Another area where the plays are usually cut is in the cinema. Partly, obviously, because films tend to have shorter running times. They may also have less physically captive audiences. And films are primarily a visual medium – there’s a Hitchcock quote somewhere about, ‘Once you’ve written the script, you add the dialogue’ – and if a play is to work in that medium it needs to be adapted to an extent. Do we need the dialogue establishing that these two characters are standing on a battlement if we can actually see the battlement? That sort of thing.

And so it is very rare for a film to give you the full text. Ken Branagh basically stuck to the script with Henry V, even including the mind-numbing stuff in French, and then perversely – I did warn you about directors – decided to do a version of Hamlet which combined both the good folio and quarto versions in a way which defied both logic and the risk of deep vein thrombosis. I mean, it’s very good, but it’s not the play Shakespeare wrote, it’s like having a version with all the deleted scenes from two different versions reinstated. But by the time he got to Love’s Labour’s Lost he basically came to the very sensible conclusion that the less of the play he used, the better.
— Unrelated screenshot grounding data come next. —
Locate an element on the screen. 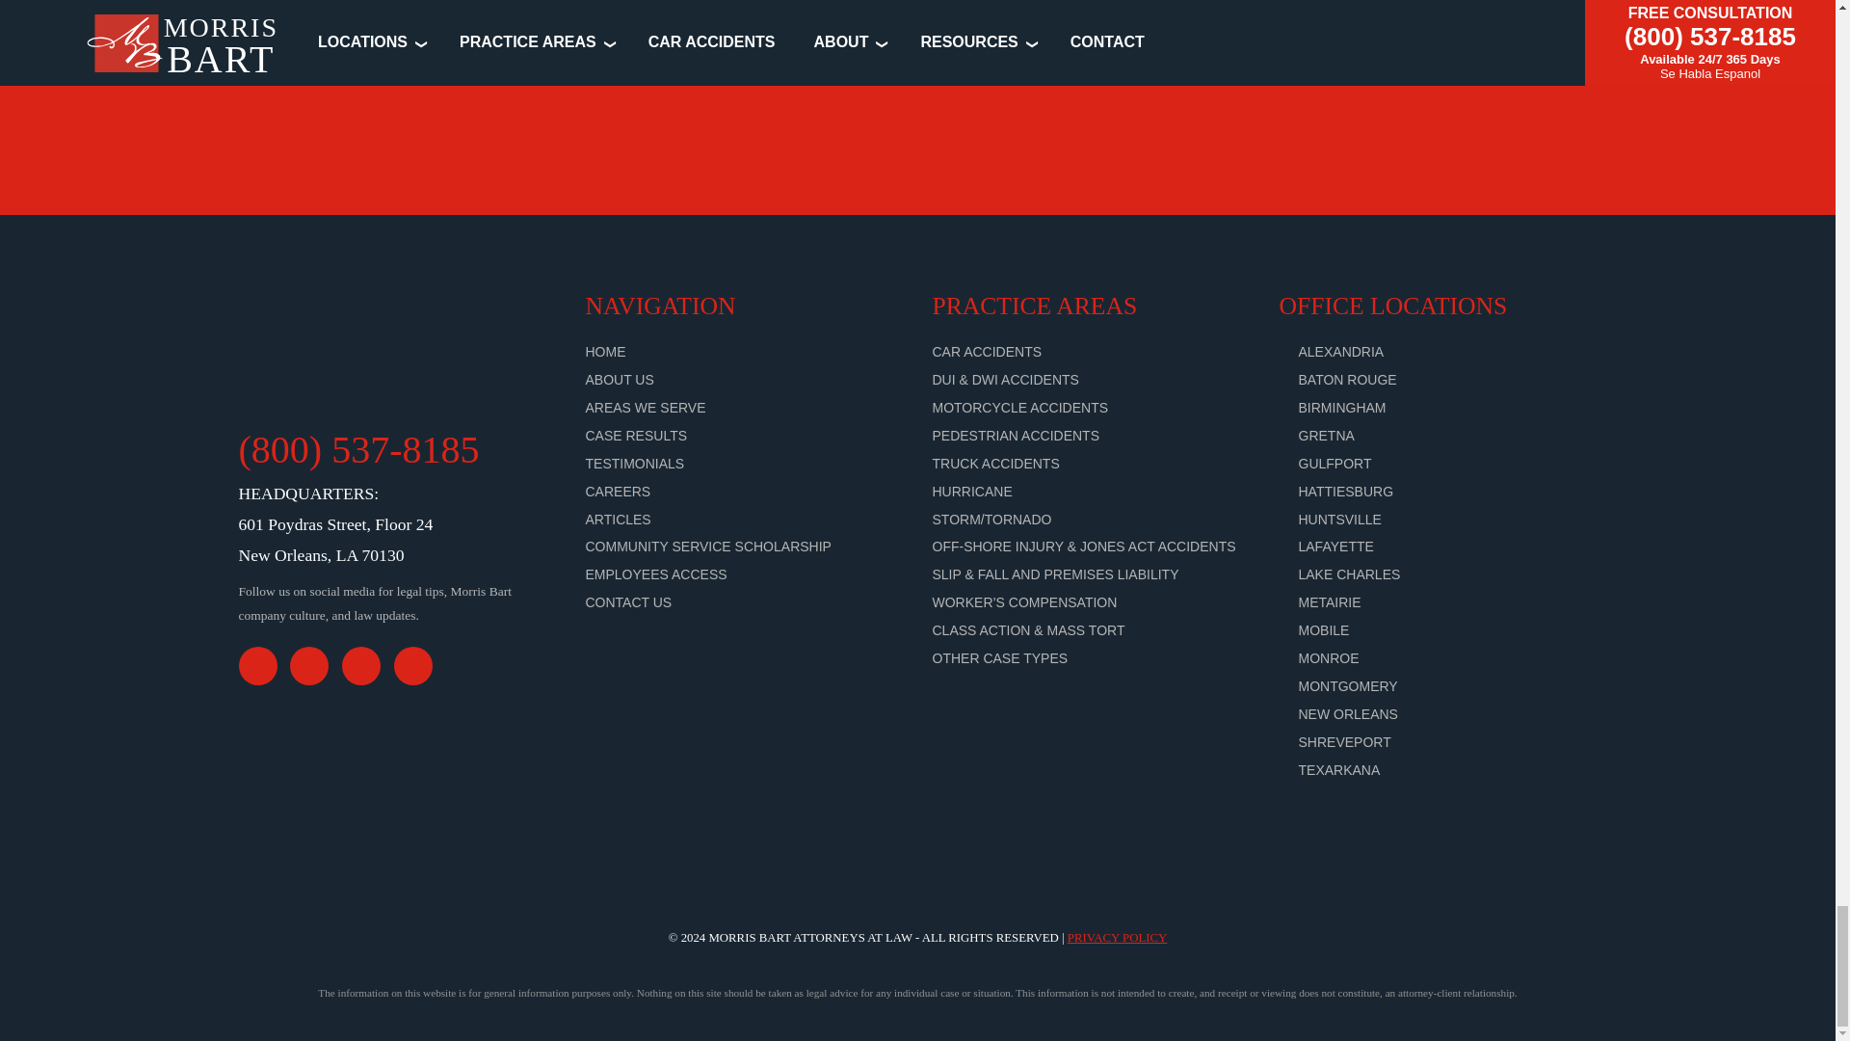 This screenshot has height=1041, width=1850. About us is located at coordinates (621, 379).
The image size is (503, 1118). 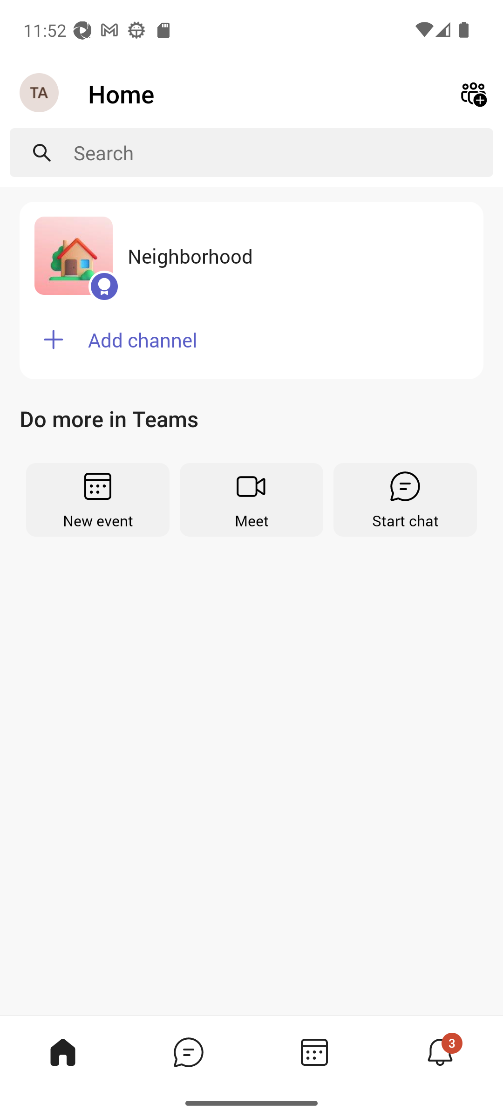 I want to click on Navigation, so click(x=40, y=93).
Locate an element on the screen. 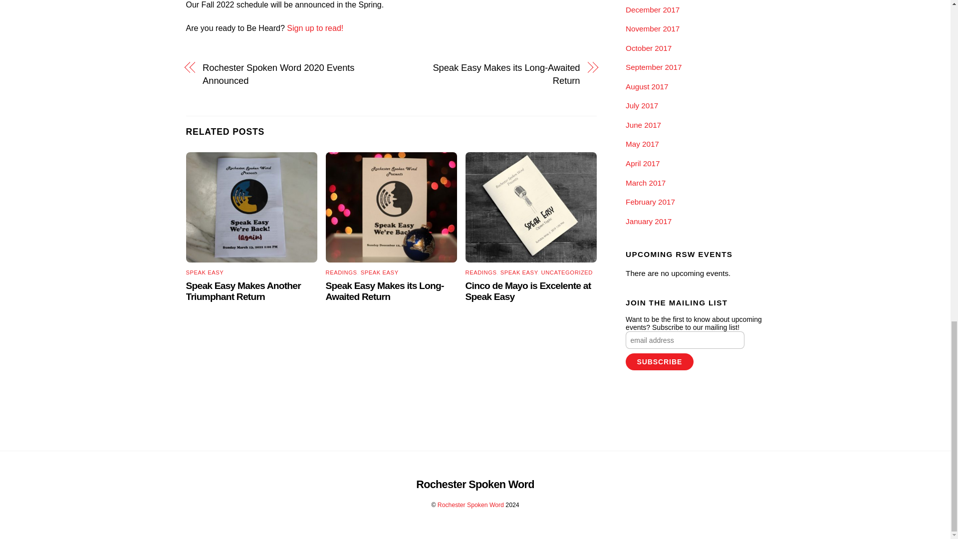 The width and height of the screenshot is (958, 539). Subscribe is located at coordinates (659, 361).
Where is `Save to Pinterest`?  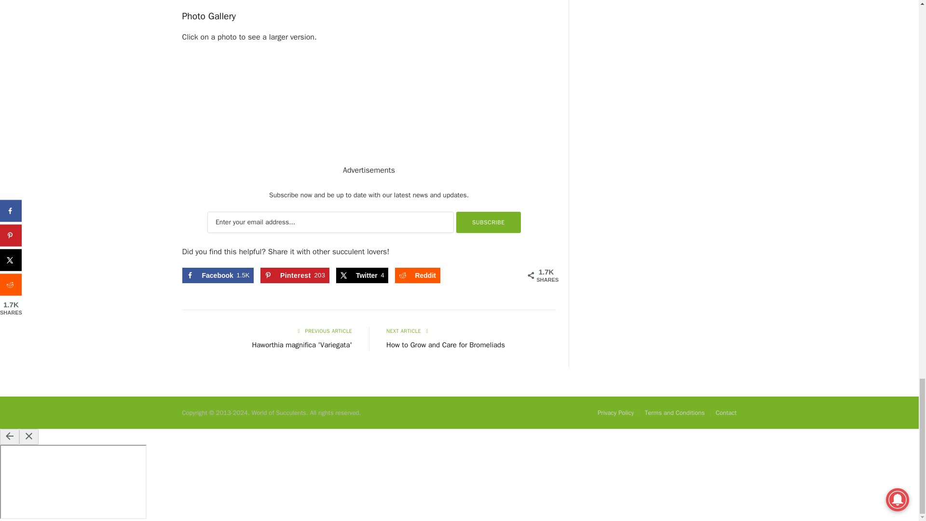 Save to Pinterest is located at coordinates (295, 275).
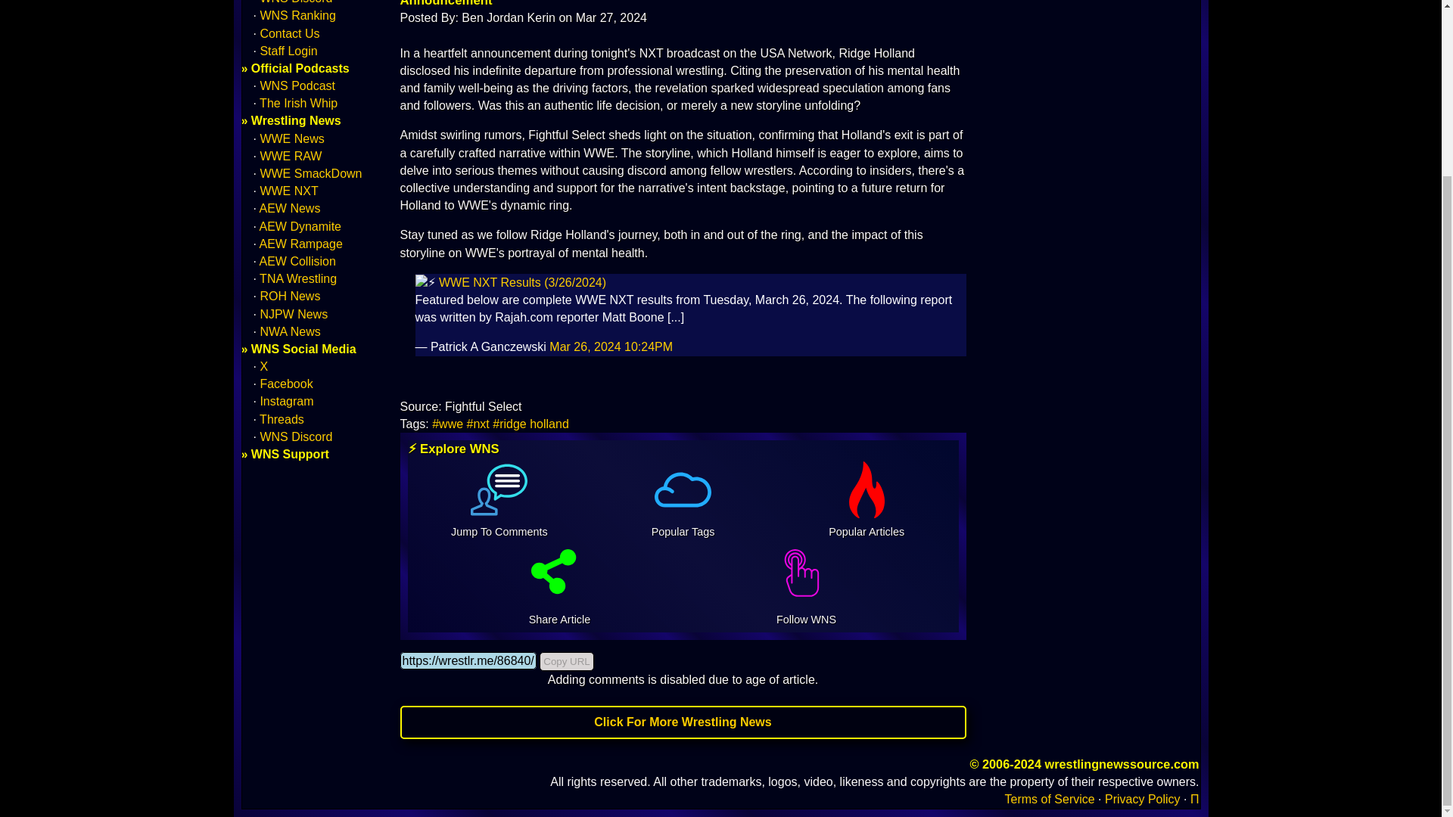 The width and height of the screenshot is (1453, 817). I want to click on TNA Wrestling, so click(298, 279).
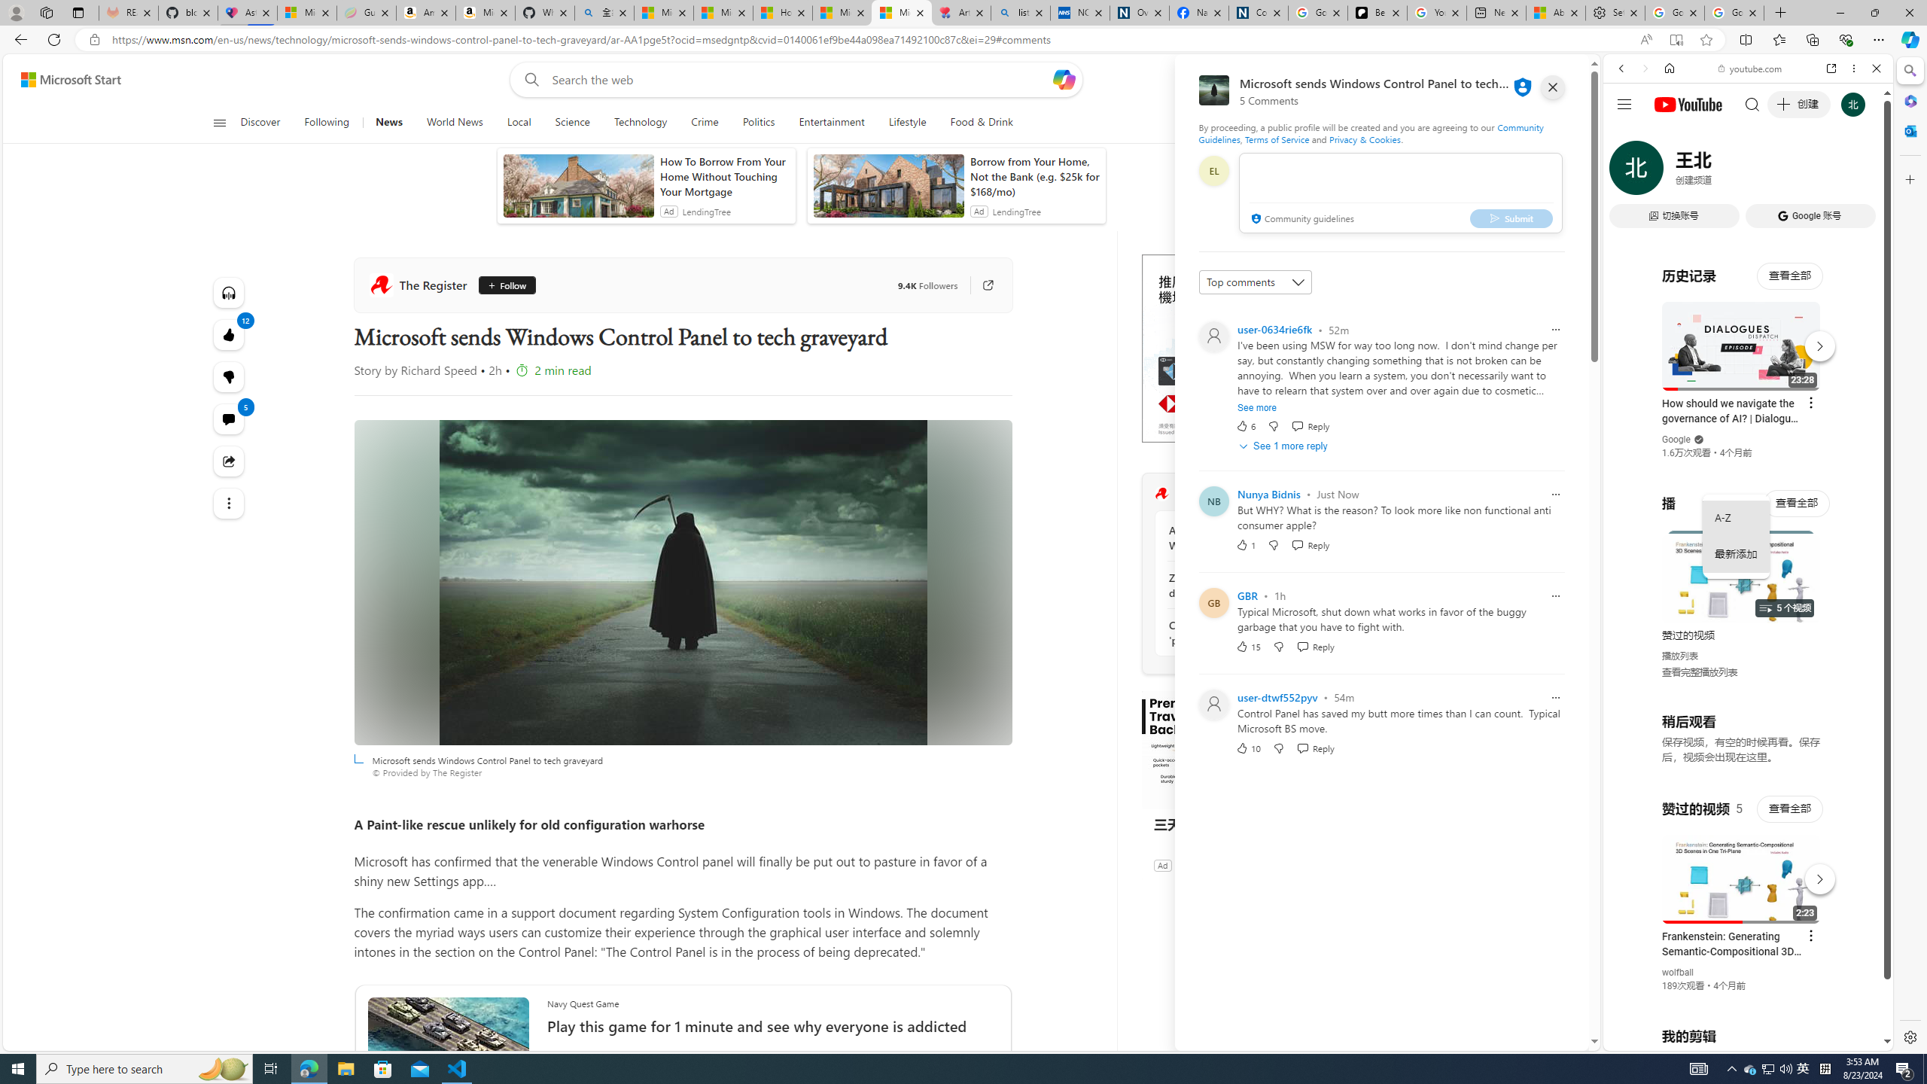 Image resolution: width=1927 pixels, height=1084 pixels. I want to click on Actions for this site, so click(1815, 876).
Television has a better record of doing ‘uncut’ versions of the play, because the audiences are in the comfort of their own homes and, certainly in the early days, television was a fairly theatrical medium – plays being rehearsed and then performed live or ‘as live’ – but with the added bonus that the cameras could get in close so the actors could give smaller, more nuanced, more filmic performances, and the occasional perverse director could decide that a monologue would be better done as a pre-recorded voice-over while the actor mugged away staring into space doing ‘thinking it over’ acting.

So, up until the 1980s at least, television versions of the plays tend to have very few cuts. Indeed, that was one of the raisons d'être of the BBC’s run of not-quite-but-nearly-all the Shakespeares in the late 1970s and nearly 1980s. At last, the plays as they were written, unabridged. Well, nearly... they didn’t include Sly’s prologue for The Taming of the Shrew, they cut Act 3 Scene 10 of Anthony and Cleopatra, and by the time they got to Cymbeline they were basically skipping whole chunks of the script in order to get it over with before the pubs shut. (This is not counting the innumerable cut lines from the Henry VI plays, Richard III and others).

Anyway, this got me thinking – what is the rarest Shakespeare scene? Which scene is most often deleted? Which scene is almost always not included in performances of the plays? I have a vague memory that one of the play texts features a pointless scene about a character buying a goat or a horse but getting tricked, as some sort of obscure topical joke. Maybe that is it, but I’m not sure which play it was - because if I were to look for it, it wouldn't be there...

* This is not an article about stuff deleted by Shakespeare during the writing process, though, of course, we do know a little about that because Love’s Labour’s Lost has a transcription error and accidentally includes two versions of the same scene.